Let’s see if we can access anything served(we are looking for our frontend application) by executing the following command:

curl http://localhost:5173

This should return the correct HTML for the page, meaning that our app is running just fine, but lost-pixel is having trouble accessing it.

This gives enough clues to investigate the docs of the GitHub actions and lost-pixel to see that we need to change the localhost to the IP address of the local network running on GitHub actions. There is also an answer on Stack Overflow that can lead us in the right direction! Lost Pixel action running in docker simple couldn’t reach localhost it needed a concrete IP address in that case.

Let’s fix it in our lost-pixel.config.ts

import type { CustomProjectConfig } from "lost-pixel";

export const config: CustomProjectConfig = {
pageShots: {
baseUrl: "http://172.17.0.1:5173",
pages: [
{
path: "/",
name: "app",
},
],
},
generateOnly: true,
failOnDifference: true,
};

This resulted in the successful run of our CI, meaning we fixed the bug on the CI with the help of tmate debugging.

Afterthoughts

GitHub Actions is a powerful tool that allows you to write your CI/CD pipelines in declarative plain language. When it comes to debugging — tmate is one of the most popular options due to the simplicity & enjoyable developer experience it brings.
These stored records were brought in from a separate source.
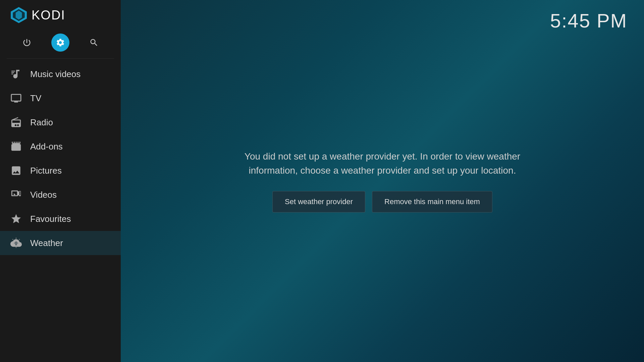 Image resolution: width=644 pixels, height=362 pixels. Describe the element at coordinates (16, 98) in the screenshot. I see `tv-icon` at that location.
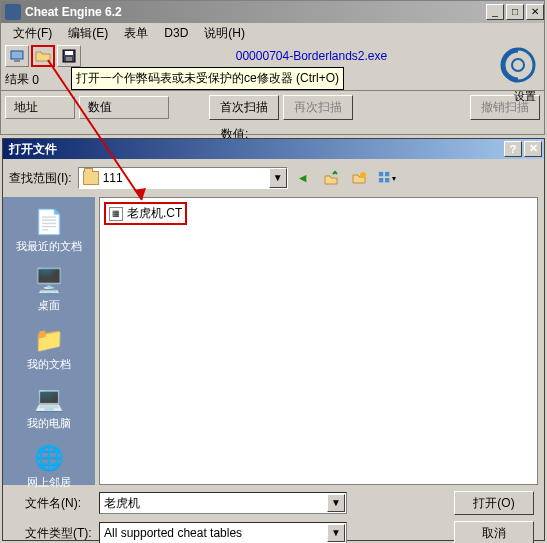 Image resolution: width=547 pixels, height=543 pixels. I want to click on dialog-title: 打开文件 ? ✕, so click(274, 149).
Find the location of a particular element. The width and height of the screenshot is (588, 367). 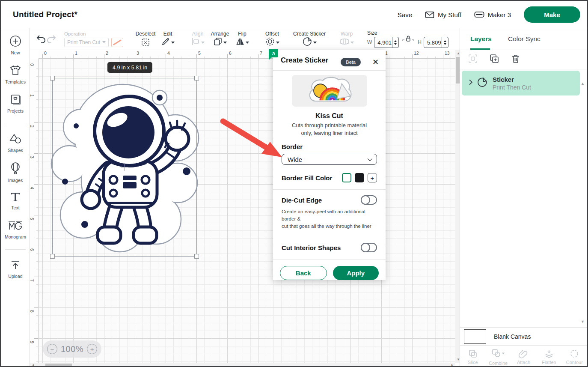

scroll-left-arrow: ◄ is located at coordinates (33, 365).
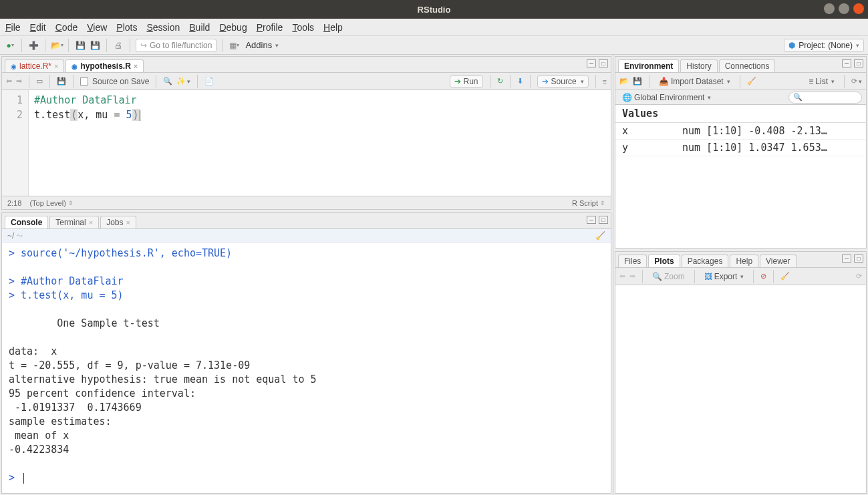 This screenshot has height=495, width=868. What do you see at coordinates (668, 277) in the screenshot?
I see `zoom-button: 🔍 Zoom` at bounding box center [668, 277].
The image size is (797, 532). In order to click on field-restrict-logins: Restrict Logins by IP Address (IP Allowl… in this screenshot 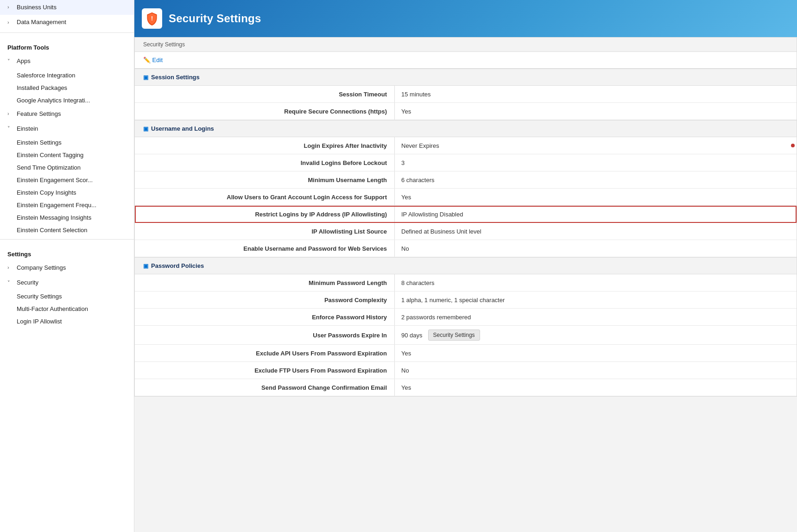, I will do `click(466, 214)`.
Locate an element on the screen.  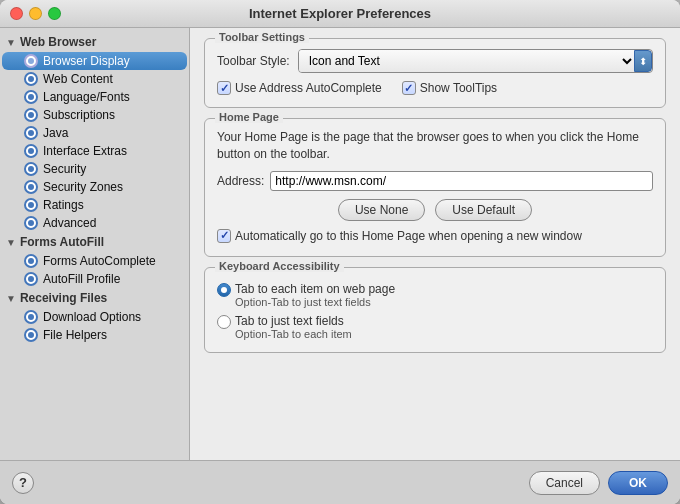
radio-tab-text-only-sub: Option-Tab to each item is located at coordinates (294, 334).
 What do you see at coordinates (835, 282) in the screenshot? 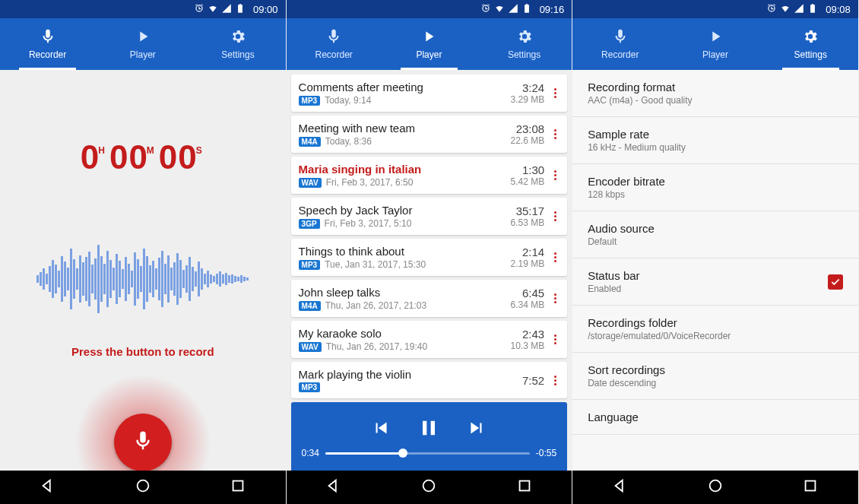
I see `checkbox-checked` at bounding box center [835, 282].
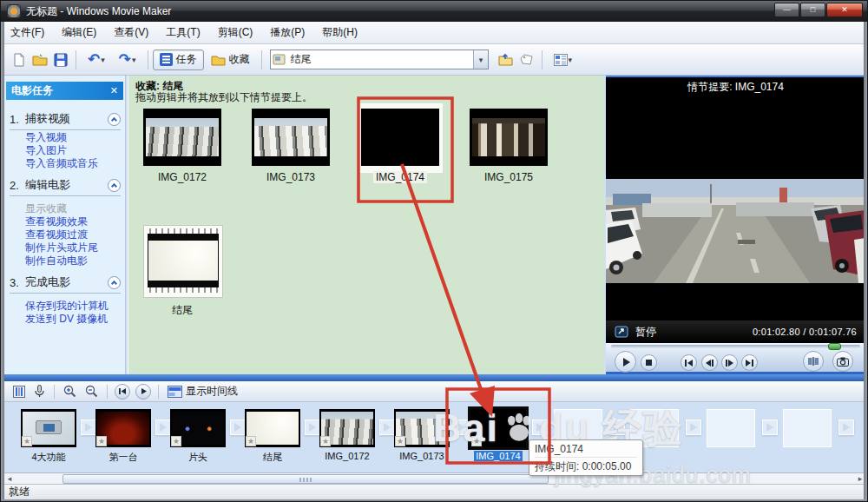 The height and width of the screenshot is (502, 868). What do you see at coordinates (182, 146) in the screenshot?
I see `collection-clip-img0172: IMG_0172` at bounding box center [182, 146].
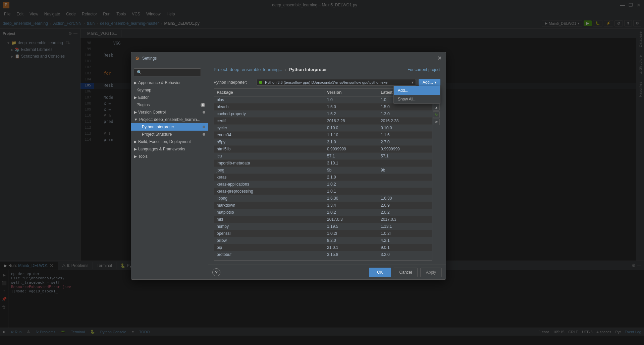 This screenshot has height=345, width=644. Describe the element at coordinates (136, 142) in the screenshot. I see `expand-build-icon: ▶` at that location.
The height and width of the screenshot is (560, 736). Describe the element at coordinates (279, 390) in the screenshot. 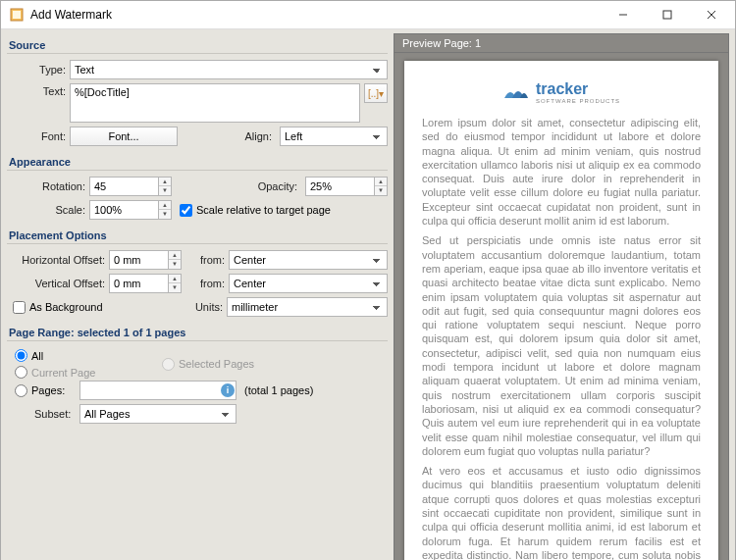

I see `total-pages-text: (total 1 pages)` at that location.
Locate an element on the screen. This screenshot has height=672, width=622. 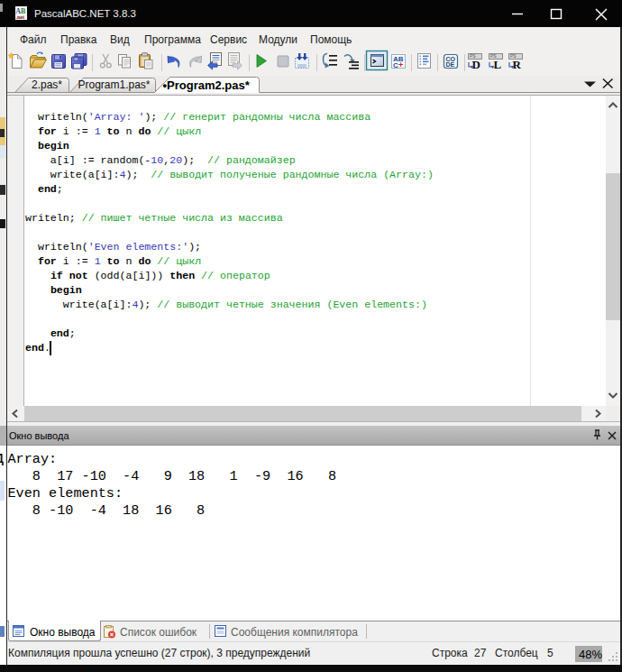
svg-text: Program1.pas* is located at coordinates (114, 85).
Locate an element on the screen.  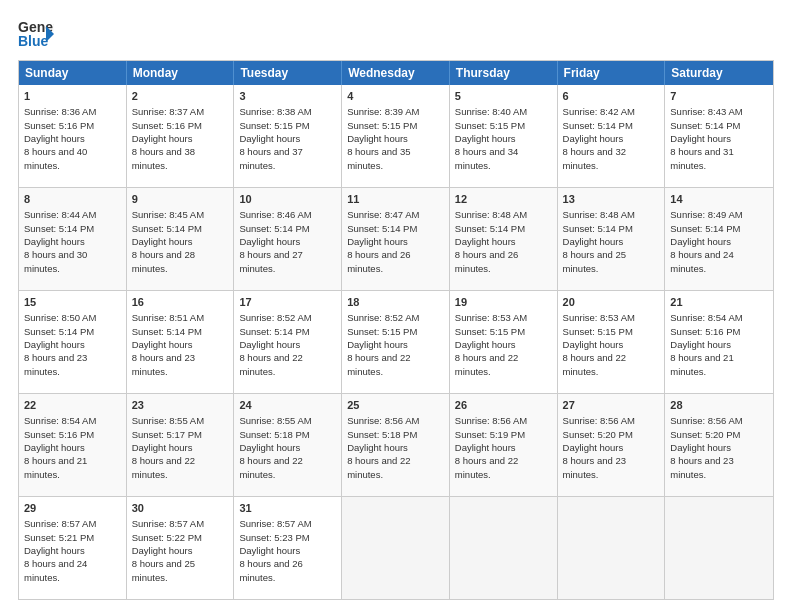
daylight-duration: 8 hours and 21 minutes. is located at coordinates (56, 467).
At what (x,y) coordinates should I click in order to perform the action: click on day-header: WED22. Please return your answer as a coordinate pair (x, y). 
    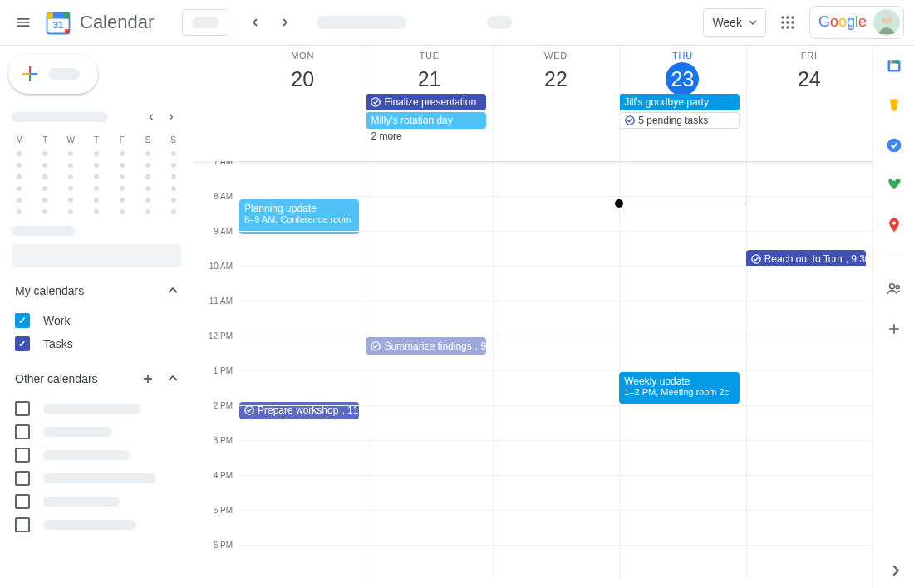
    Looking at the image, I should click on (556, 70).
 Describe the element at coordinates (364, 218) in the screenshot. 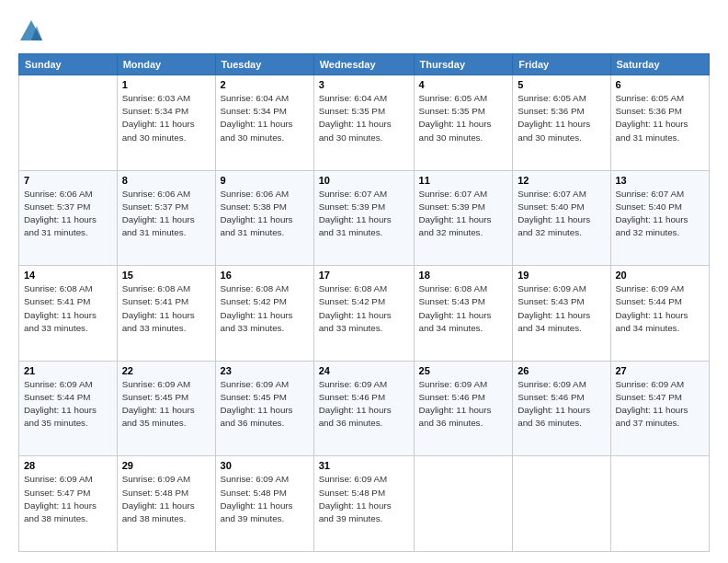

I see `calendar-cell: 10Sunrise: 6:07 AMSunset: 5:39 PMDayligh…` at that location.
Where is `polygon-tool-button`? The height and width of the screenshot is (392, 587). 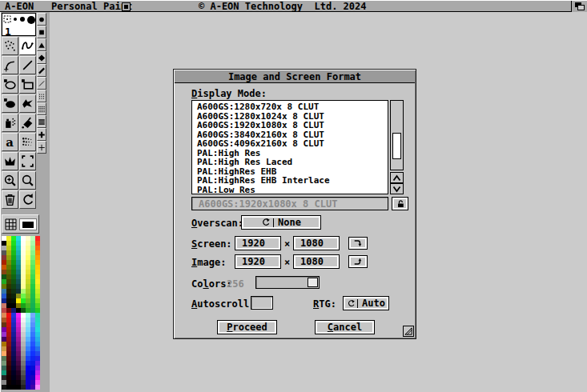 polygon-tool-button is located at coordinates (27, 104).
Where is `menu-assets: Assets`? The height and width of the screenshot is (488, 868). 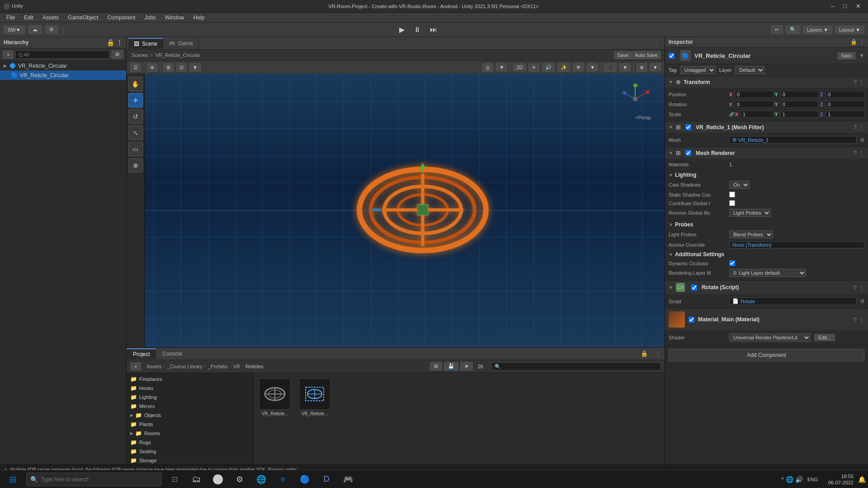 menu-assets: Assets is located at coordinates (51, 18).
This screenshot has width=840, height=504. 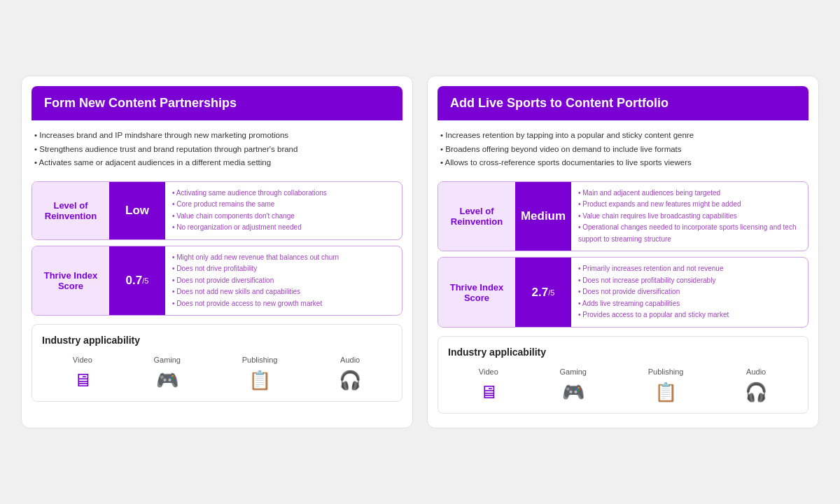 What do you see at coordinates (217, 163) in the screenshot?
I see `bullet-item: Activates same or adjacent audiences in …` at bounding box center [217, 163].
When it comes to the alternatives to tmate, there is another great debugging tool that you could check out. It is called act and it allows you to run GitHub Actions code on your local machine making debugging even easier. It has its limitations and some learning curve, but overall, it is another tool you should use if you can’t fix the CI bugs by connecting directly into the running action with the state.